Sprague: The DMA has purchased eight media-based works in the last four years, ranging in price from a few hundred dollars to tens of thousands of dollars. Dallas Video Festival Director Bart Weiss says the Museum has a good variety of well-known artists, like Bill Viola, who is often considered the country's leading media artist, and more esoteric work.

Bart Weiss, Director, Dallas Video Festival: I think the Museum is picking some good pieces, which I think is really good. Obviously, they have a long way to catch up because there are people who have been collecting for a long time, and it's not a museum like the CAM in Houston, which can be more cutting edge because they are only a contemporary arts museum.

Sprague: Weiss can remember when the DMA first became interested in media arts - back in the 1980s - and curators had to run electric cords from the bathrooms to the galleries to power the installations. Then, the Museum was only temporarily showing these works, not buying them. Now, several of its galleries are entirely consumed by one or two media installations. Take Doug Akin's "These Restless Minds" as an example. It's sort of a video installation in the round. Three televisions are placed in a circle, each with different images on them. Visitors sit on specially-built risers to watch the televisions. They may recognize Akin's work, which includes producing music videos for funk star Fat Boy Slim and industrial rockers Nine Inch Nails.
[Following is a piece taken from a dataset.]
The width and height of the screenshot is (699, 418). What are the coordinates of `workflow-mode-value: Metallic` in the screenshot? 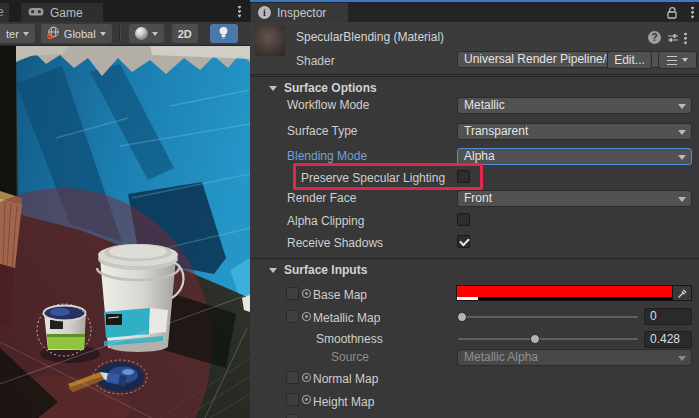 It's located at (484, 105).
Weaver: And in this piece he filmed auctioneers in the Midwest. Different auctioneers. But he didn't do them in their normal role like at a cattle auction. He did it at, like, a truck stop or the side of a pool at a motel, the highway.

[Soundtrack of auctioneers from the videotape]
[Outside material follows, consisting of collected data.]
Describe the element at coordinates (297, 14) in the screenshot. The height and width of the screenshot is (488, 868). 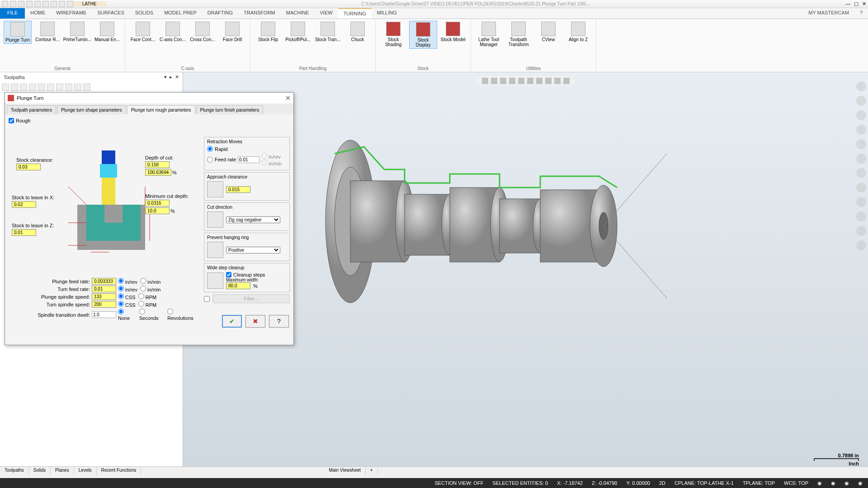
I see `tab-machine: MACHINE` at that location.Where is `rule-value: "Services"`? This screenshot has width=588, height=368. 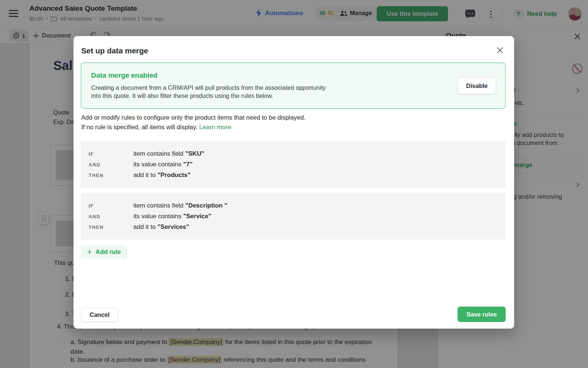
rule-value: "Services" is located at coordinates (173, 227).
Sprague: So there's a cinematic shot of a prairie on one TV, while a woman auctioneer glides down an empty escalator, calling out cattle prices, on another TV set.

Weaver: The auctioneers, as you watch it and listen to it, the auctioneers start getting faster and faster, and they almost blend in with the landscape. And it becomes one thing.
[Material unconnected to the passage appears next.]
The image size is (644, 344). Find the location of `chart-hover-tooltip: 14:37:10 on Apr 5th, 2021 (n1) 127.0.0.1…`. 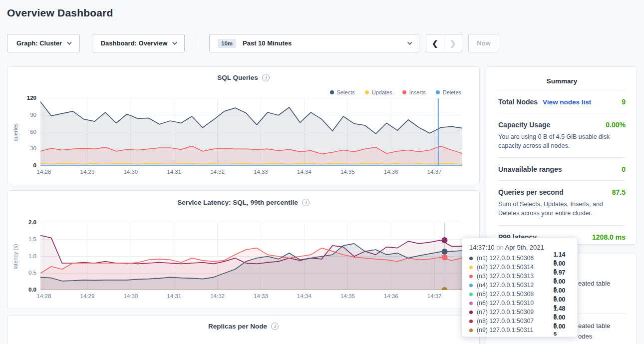

chart-hover-tooltip: 14:37:10 on Apr 5th, 2021 (n1) 127.0.0.1… is located at coordinates (520, 288).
Sprague: The point? To convey the madness of our rapidly changing landscape. But you might not "get" that at first. Joan Davidow, Director Emeritus of the Arlington Museum of Art, admits even she sometimes has trouble understanding this type of art.

Joan Davidow, Director Emeritus of the Arlington Museum of Art: Oh, I think there is a younger audience for this art form because they are that much more in tune with this kind of imagery. And it's the same old problem. It's not in frames. And contemporary art isn't. So it's one more art form that's not art in frames.

Sprague: The DMA may have a few advantages over other museums that collect media-based art. First, Dallas is slightly younger than most other urban areas in the United States. Second, there are several important local private collectors of contemporary art. And third, as Bart Weiss explains, there are also a lot of people here who work with technology in their daily lives.

Weiss: That is sort of their basic experience in life, and when they come to a museum and see a very 17th- or 18th-century approach to art, as opposed a 21st-century approach to art, it doesn't resonate with them as well. So, that being, these people are generators of the new economy, it certainly makes economic sense for a museum who wants to keep its contributor base moving, to have work that represents media where they feel comfortable.

Sprague: But the DMA still lags behind museums like the Walker in Minneapolis or the San Francisco Museum of Modern Art in its collection of media arts. And the DMA doesn't have a curator devoted solely to this medium, either, as some other major museums do. However, advocates of contemporary art, like Joan Davidow, say the DMA's eight pieces are forming an important cultural niche in the city.

Davidow: It gives us an edge to keep us up to the minute and to be distinctive; rather than to have one of this and one of this, we have a cluster of something that's important and that's happening right now.

Sprague: DMA curators say they plan to continue collecting media-based art. And while their current pieces may often take up a whole gallery, you can imagine the video installation of the future being quite different. With flat screen televisions, you may soon be more likely to find even cutting-edge media installations in a frame on the wall. For KERA 90.1, I'm Suzanne Sprague.